White House Open To Gas Tax Hike To Pay For Infrastructure Upgrades

But only if Congress agrees.

WASHINGTON ― Raising the gas tax to help finance infrastructure improvements isn’t off the table for the Trump administration, according to White House aide DJ Gribbin.

“We don’t support it. We don’t oppose it either,” Gribbin, who serves as the special assistant to the president for infrastructure policy, said Thursday at the U.S. Conference of Mayors winter meeting.

Trump last year said that as a funding source for his much-touted push to upgrade the nation’s infrastructure, he would be open to increasing the federal gas tax for the first time since 1993. The Highway Trust Fund, which helps pay for the nation’s roads, bridges, and transit systems, is primarily funded by the federal fuel tax. But the vast majority of Republican lawmakers, who control both houses of Congress, have opposed raising the levy.

Gribbin told dozens of U.S. mayors on Thursday that Trump’s long-delayed infrastructure proposal will include $200 billion in public spending, with the rest of the $1 trillion plan consisting of private tax incentives. But ways to finance the plan, as well as whether it should include more direct federal spending, will ultimately be left up to Congress, he said.

“We’re going to be open to conversations about increases beyond $200 billion (in federal dollars), but we’re not going to start on that front ― that’s a decision that needs to be made collectively between the House, the Senate, and the White House,” Gribbin said. He added that a list of Trump’s infrastructure principles will be shared with lawmakers on Capitol Hill a week or two after the president’s State of the Union address next week.
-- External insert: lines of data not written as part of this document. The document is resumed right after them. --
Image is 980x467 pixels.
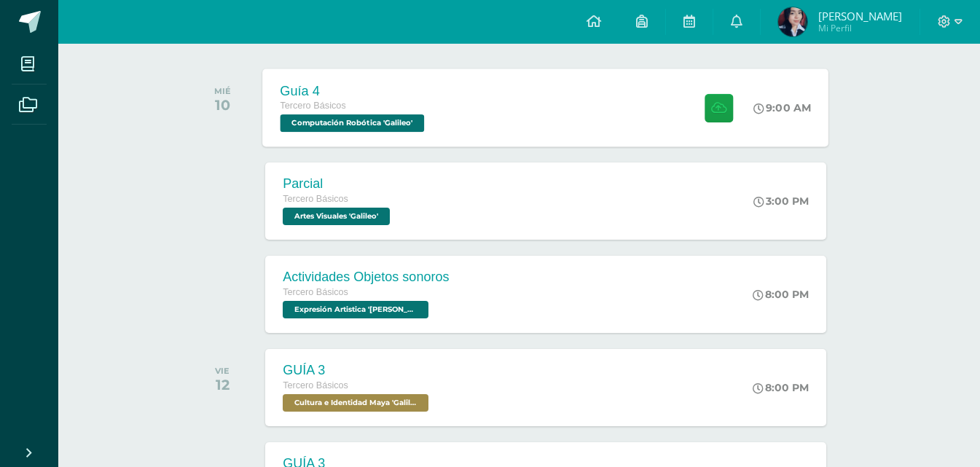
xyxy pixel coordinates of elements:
[754,194,809,207] div: 3:00 PM
[215,366,229,376] div: VIE
[818,22,902,34] span: Mi Perfil
[283,301,429,318] span: Expresión Artistica 'Galileo'
[283,176,394,192] div: Parcial
[281,83,429,98] div: Guía 4
[283,362,432,378] div: GUÍA 3
[283,269,449,285] div: Actividades Objetos sonoros
[778,7,808,37] img: 02d4eb793ac2e1a83be3bc6de872a529.png
[818,9,902,24] span: [PERSON_NAME]
[283,394,429,411] span: Cultura e Identidad Maya 'Galileo'
[281,100,346,111] span: Tercero Básicos
[753,288,809,301] div: 8:00 PM
[283,287,349,297] span: Tercero Básicos
[214,96,231,113] div: 10
[283,207,390,225] span: Artes Visuales 'Galileo'
[283,193,349,204] span: Tercero Básicos
[283,380,349,390] span: Tercero Básicos
[215,376,229,394] div: 12
[755,101,812,114] div: 9:00 AM
[281,114,425,132] span: Computación Robótica 'Galileo'
[214,86,231,96] div: MIÉ
[753,381,809,394] div: 8:00 PM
Trump said Wednesday at the White House that his proposal would result in about $1.7 trillion in overall investment over the next 10 years, larger than the $1 trillion figure he previously announced and that Gribbin discussed. Gribbin declined to comment when asked about the discrepancy.

“They’re proposing stuff without filling in the how”

- Los Angeles Mayor Eric Garcetti (D)

A draft document that listed principles of the White House infrastructure plan leaked earlier this week, but it lacked details on specific funding sources. The document also did not include information on how the the plan is supposed to achieve $1 trillion in new investment, especially given the Trump administration’s proposed budget cuts to key infrastructure programs.

“They’re proposing stuff without filling in the how,” Los Angeles Mayor Eric Garcetti (D), who is chairing a mayors’ conference task force on infrastructure, said. “But I appreciate at least it’s not opposition to some of the funding sources like the gas tax, and a willingness to go above and beyond” $200 billion in direct spending.”

Garcetti, a potential 2020 presidential candidate, also lamented that the Republican tax bill enacted late last year did not tap into the massive sums of cash corporations stowed overseas in order to upgrade U.S. roads, bridges, and other public works.

“That tax bill slowed down infrastructure and took away jobs from America, not the opposite,” Garcetti said.

Denver Mayor Michael Hancock (D) echoed Garcetti’s concerns about the lack of details in Trump’s infrastructure proposal. He added that he hoped the administration will not simply reshuffle funds from existing infrastructure programs like the Highway Trust Fund to pay for the plan.

“The speculation is that we’re going to end up cutting $1.69 for every $1.00 they’re going to invest,” Hancock said. “We’re going to have to sort that out.”